Yellow Ribbon Project - Description

Description

The Yellow Ribbon Project (funded by the Yellow Ribbon Fund) was launched by former president of Singapore S.R. Nathan in an attempt to create awareness of the need to give second chances to ex-offenders, and to generate acceptance of ex-offenders and their families in communities. It attempts to foster community action to support the rehabilitation and reintegration of ex-offenders.

Examples of implementation include inmates to sign up skill training courses and voluntarily removing tattoos to renounce gang affiliations . Through learning skills, ex-offenders are able to integrate better into the society by taking up jobs and thus preventing them from making the same mistakes again.

It was reported that by 2008 through awareness of the program in Singapore, 560 new employers had registered to offer jobs for ex-offenders.

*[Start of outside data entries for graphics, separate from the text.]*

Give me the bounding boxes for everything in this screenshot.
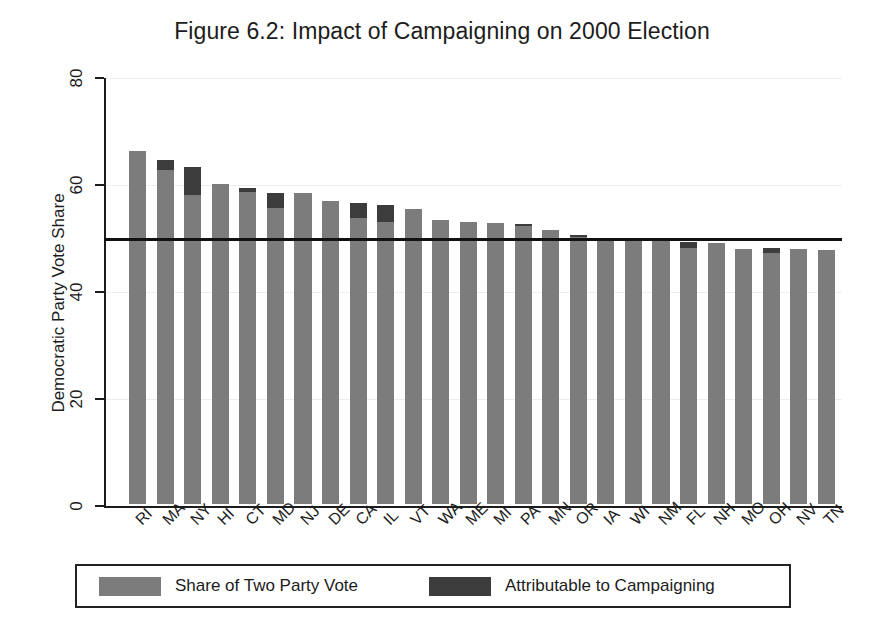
legend-entry-0[interactable]: Share of Two Party Vote — [99, 566, 358, 606]
bar-WA[interactable] — [432, 220, 449, 504]
bar-OH[interactable] — [763, 248, 780, 504]
bar-segment-share-of-two-party-vote — [818, 250, 835, 504]
legend-swatch-0 — [99, 577, 161, 596]
bar-CA[interactable] — [350, 203, 367, 504]
bar-segment-share-of-two-party-vote — [157, 170, 174, 504]
y-tick-label: 20 — [62, 390, 92, 408]
bar-segment-share-of-two-party-vote — [597, 238, 614, 504]
legend-label-0: Share of Two Party Vote — [175, 576, 358, 596]
bar-segment-share-of-two-party-vote — [405, 209, 422, 504]
bar-segment-share-of-two-party-vote — [322, 201, 339, 504]
y-tick-label-text: 40 — [68, 277, 86, 307]
y-tick-label-text: 60 — [68, 170, 86, 200]
bar-VT[interactable] — [405, 209, 422, 504]
bar-segment-share-of-two-party-vote — [625, 238, 642, 504]
bar-segment-attributable-to-campaigning — [267, 193, 284, 208]
bar-RI[interactable] — [129, 151, 146, 504]
legend-swatch-1 — [429, 577, 491, 596]
bar-segment-share-of-two-party-vote — [432, 220, 449, 504]
bar-NV[interactable] — [790, 249, 807, 504]
bar-segment-attributable-to-campaigning — [377, 205, 394, 221]
bar-segment-attributable-to-campaigning — [239, 188, 256, 192]
bar-segment-share-of-two-party-vote — [790, 249, 807, 504]
bar-FL[interactable] — [680, 242, 697, 504]
y-tick-label-text: 20 — [68, 384, 86, 414]
bar-segment-share-of-two-party-vote — [212, 184, 229, 504]
bar-MA[interactable] — [157, 160, 174, 504]
bar-TN[interactable] — [818, 250, 835, 504]
bar-MO[interactable] — [735, 249, 752, 504]
bar-OR[interactable] — [570, 235, 587, 504]
bar-segment-share-of-two-party-vote — [515, 226, 532, 504]
bar-NH[interactable] — [708, 243, 725, 504]
gridline — [106, 78, 842, 79]
bar-segment-attributable-to-campaigning — [350, 203, 367, 218]
chart-legend: Share of Two Party VoteAttributable to C… — [75, 564, 791, 608]
bar-CT[interactable] — [239, 188, 256, 504]
y-tick-mark — [95, 77, 104, 79]
bar-NM[interactable] — [652, 239, 669, 504]
bar-ME[interactable] — [460, 222, 477, 504]
bar-segment-share-of-two-party-vote — [129, 151, 146, 504]
bar-DE[interactable] — [322, 201, 339, 504]
bar-segment-share-of-two-party-vote — [708, 243, 725, 504]
bar-segment-attributable-to-campaigning — [157, 160, 174, 170]
legend-label-1: Attributable to Campaigning — [505, 576, 715, 596]
y-tick-mark — [95, 505, 104, 507]
bar-segment-share-of-two-party-vote — [377, 222, 394, 504]
bar-WI[interactable] — [625, 238, 642, 504]
y-tick-label-text: 0 — [68, 491, 86, 521]
bar-segment-share-of-two-party-vote — [184, 195, 201, 504]
y-tick-label: 40 — [62, 283, 92, 301]
y-tick-label: 0 — [62, 497, 92, 515]
bar-segment-attributable-to-campaigning — [680, 242, 697, 247]
bar-segment-attributable-to-campaigning — [763, 248, 780, 253]
bar-segment-share-of-two-party-vote — [763, 253, 780, 504]
bar-IA[interactable] — [597, 238, 614, 504]
bar-HI[interactable] — [212, 184, 229, 504]
bar-segment-share-of-two-party-vote — [487, 223, 504, 504]
y-tick-label-text: 80 — [68, 63, 86, 93]
bar-segment-share-of-two-party-vote — [570, 237, 587, 504]
bar-segment-share-of-two-party-vote — [652, 239, 669, 504]
bar-MN[interactable] — [542, 230, 559, 504]
bar-MI[interactable] — [487, 223, 504, 504]
bar-segment-share-of-two-party-vote — [460, 222, 477, 504]
figure-container: Figure 6.2: Impact of Campaigning on 200… — [0, 0, 884, 627]
bar-segment-share-of-two-party-vote — [350, 218, 367, 504]
bar-PA[interactable] — [515, 224, 532, 504]
plot-area: 020406080 RIMANYHICTMDNJDECAILVTWAMEMIPA… — [104, 78, 842, 506]
y-tick-mark — [95, 398, 104, 400]
bar-segment-attributable-to-campaigning — [184, 167, 201, 195]
bar-NY[interactable] — [184, 167, 201, 504]
page-title: Figure 6.2: Impact of Campaigning on 200… — [0, 18, 884, 45]
bar-segment-share-of-two-party-vote — [680, 248, 697, 504]
legend-entry-1[interactable]: Attributable to Campaigning — [429, 566, 715, 606]
bar-segment-share-of-two-party-vote — [735, 249, 752, 504]
y-tick-label: 60 — [62, 176, 92, 194]
y-tick-mark — [95, 291, 104, 293]
bar-IL[interactable] — [377, 205, 394, 504]
bar-segment-attributable-to-campaigning — [515, 224, 532, 226]
bar-segment-share-of-two-party-vote — [542, 230, 559, 504]
reference-line-50 — [104, 238, 842, 241]
y-tick-label: 80 — [62, 69, 92, 87]
y-tick-mark — [95, 184, 104, 186]
bar-segment-share-of-two-party-vote — [267, 208, 284, 504]
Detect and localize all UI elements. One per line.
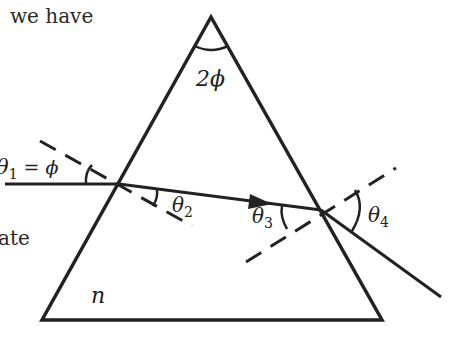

Read more about this topic:  Yellow Ribbon Project

Famous quotes containing the word description:

    The next Augustan age will dawn on the other side of the Atlantic. There will, perhaps, be a Thucydides at Boston, a Xenophon at New York, and, in time, a Virgil at Mexico, and a Newton at Peru. At last, some curious traveller from Lima will visit England and give a description of the ruins of St Paul’s, like the editions of Balbec and Palmyra.
    Horace Walpole (1717–1797)

    The next Augustan age will dawn on the other side of the Atlantic. There will, perhaps, be a Thucydides at Boston, a Xenophon at New York, and, in time, a Virgil at Mexico, and a Newton at Peru. At last, some curious traveller from Lima will visit England and give a description of the ruins of St. Paul’s, like the editions of Balbec and Palmyra.
    Horace Walpole (1717–1797)

    Once a child has demonstrated his capacity for independent functioning in any area, his lapses into dependent behavior, even though temporary, make the mother feel that she is being taken advantage of....What only yesterday was a description of the child’s stage in life has become an indictment, a judgment.